Exhibition of student works at the Lučenec Synagogue: When You Look Back, You Are There
On Sunday, 28 June, the collective exhibition When You Look Back, You Are There will open at the Lučenec Synagogue, presenting semester works by AFAD students created during the 2025/2026 academic year.

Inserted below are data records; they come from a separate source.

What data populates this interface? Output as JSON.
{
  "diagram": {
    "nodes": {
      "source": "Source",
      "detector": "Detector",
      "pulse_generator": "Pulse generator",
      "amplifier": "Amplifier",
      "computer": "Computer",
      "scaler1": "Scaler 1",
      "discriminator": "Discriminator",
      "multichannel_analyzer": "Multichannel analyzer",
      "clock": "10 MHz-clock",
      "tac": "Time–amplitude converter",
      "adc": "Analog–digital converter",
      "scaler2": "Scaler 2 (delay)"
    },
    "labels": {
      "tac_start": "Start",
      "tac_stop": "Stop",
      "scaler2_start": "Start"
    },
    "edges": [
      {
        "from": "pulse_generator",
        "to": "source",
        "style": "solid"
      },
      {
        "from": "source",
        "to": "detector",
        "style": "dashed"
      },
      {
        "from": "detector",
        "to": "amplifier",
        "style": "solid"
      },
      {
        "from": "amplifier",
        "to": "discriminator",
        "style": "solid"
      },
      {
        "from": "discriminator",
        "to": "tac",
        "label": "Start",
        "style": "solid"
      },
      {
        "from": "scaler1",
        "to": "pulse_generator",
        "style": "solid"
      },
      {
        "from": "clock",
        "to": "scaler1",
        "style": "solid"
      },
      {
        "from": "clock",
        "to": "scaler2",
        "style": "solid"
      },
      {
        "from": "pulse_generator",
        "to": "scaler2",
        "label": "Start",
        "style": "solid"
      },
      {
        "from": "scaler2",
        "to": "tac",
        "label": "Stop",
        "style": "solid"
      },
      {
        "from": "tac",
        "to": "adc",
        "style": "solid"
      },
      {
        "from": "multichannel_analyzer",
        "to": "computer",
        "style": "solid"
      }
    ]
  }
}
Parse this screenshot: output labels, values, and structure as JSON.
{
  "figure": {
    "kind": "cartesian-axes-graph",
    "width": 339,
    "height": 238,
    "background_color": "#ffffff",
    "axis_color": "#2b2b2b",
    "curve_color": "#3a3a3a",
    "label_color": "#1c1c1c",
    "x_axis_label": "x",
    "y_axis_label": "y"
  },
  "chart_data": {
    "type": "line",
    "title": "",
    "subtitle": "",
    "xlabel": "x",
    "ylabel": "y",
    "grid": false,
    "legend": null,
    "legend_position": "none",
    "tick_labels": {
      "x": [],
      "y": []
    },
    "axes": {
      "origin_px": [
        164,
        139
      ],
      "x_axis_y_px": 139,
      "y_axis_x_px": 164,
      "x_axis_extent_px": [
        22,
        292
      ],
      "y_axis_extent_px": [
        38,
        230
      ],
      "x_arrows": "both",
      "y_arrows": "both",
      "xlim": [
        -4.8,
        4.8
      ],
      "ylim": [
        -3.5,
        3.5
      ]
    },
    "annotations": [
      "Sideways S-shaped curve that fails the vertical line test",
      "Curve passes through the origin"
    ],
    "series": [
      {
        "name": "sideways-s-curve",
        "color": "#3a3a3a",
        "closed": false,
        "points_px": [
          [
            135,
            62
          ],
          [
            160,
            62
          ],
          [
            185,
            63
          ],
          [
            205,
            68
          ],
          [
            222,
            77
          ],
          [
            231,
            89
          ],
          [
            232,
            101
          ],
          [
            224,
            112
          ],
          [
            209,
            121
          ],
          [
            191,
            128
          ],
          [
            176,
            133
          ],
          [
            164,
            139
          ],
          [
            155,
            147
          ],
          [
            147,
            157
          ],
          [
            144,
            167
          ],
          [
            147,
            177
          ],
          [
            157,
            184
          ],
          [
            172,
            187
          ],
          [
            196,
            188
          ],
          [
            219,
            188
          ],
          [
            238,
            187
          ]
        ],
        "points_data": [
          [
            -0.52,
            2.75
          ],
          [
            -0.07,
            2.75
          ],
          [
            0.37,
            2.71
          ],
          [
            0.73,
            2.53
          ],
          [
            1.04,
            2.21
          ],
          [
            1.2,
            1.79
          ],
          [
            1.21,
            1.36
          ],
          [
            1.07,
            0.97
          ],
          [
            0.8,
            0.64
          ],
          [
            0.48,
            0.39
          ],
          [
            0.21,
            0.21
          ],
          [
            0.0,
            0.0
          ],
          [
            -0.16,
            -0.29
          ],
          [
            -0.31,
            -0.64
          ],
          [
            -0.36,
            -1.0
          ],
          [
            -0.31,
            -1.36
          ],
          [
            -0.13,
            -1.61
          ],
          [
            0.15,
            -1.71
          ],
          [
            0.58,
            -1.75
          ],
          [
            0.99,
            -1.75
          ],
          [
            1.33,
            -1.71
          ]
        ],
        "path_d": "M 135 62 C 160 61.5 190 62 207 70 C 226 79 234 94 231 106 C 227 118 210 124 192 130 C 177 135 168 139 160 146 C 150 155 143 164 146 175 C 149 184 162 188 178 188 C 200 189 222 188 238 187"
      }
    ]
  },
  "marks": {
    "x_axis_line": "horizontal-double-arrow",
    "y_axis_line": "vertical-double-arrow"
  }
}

Lučenec Synagogue, Adyho 69, 984 01 Lučenec
Duration: July – August 2026
Exhibition Curator: Bohunka Koklesová
Exhibition Architect: Marcel Benčík
Exhibiting artists:
Tereza Antolová, Adam Balogh, Marek Benian, Filip Bielek, Ema Fandliová, Karin Fergelová, Taisiia Kolesnyk, Samuel Krivošík, Adam Magyar, Matej Matis, Magda Mikundová, Zuzana Nováková, Anastasiia Popova, Matej Rimai, Julia Šarašenidze, Sonia Ščepánová, Paulína Šebová, Jaromír Šplíchal, Frederika Weissová, Anna Zbořilová, Viera Zubalová
and
The collective of authors of the work The Timidity of Condensed Time 01, 02: Lenka Čaklošová, Michal Chromiak, André Miguens (PT), Zita Mutulányi-Szabó (HU), Kristián Šmelko, Terézia Tomková, Linda Varošová
and
The collective of authors of the work Phraseologisms: Hannah Maria Clancy, Czár Anna (HU), Cserveny Réka (HU), Nina Haásová, Sarah Horná, Laviv Laura (HU), Tereza Mazúrová, Öllinger Péter (HU), Laura Péteriová, Simona Slováková, Simeon Socha, Václav Šebesta, Tombor-Madarassy Ilus (HU), Ujszászi Anna (HU)
Annotation
The semester works by students of the Academy of Fine Arts and Design in Bratislava were created during the 2025/2026 academic year. They therefore represent the most current outputs of an emerging generation of visual artists and architects. The title of the exhibition, When You Look Back, You Are There, is a metaphor for the importance of being grounded in everyday work — work that brings tangible results and opens up space for the future. Many of the works presented in the exhibition have a distinctly material character, as if the response to today’s digital and virtual age were manual work: work rooted in craft traditions and in the ability to articulate themes through material. Many works in the exhibition engage with monumental scale; they are made from “poor” materials or various prefabricated elements, or from other marginal materials. At times, the works appear almost unfinished; they are often highly fragmented, with possible references to an archaeology of the world. It is interesting that across the school’s various studios, students reflect on the present by using matter to reveal its fragmentation, disjointedness and lack of wholeness and unity. They create works that seem to stand on the margins — while that margin becomes the centre of our lives.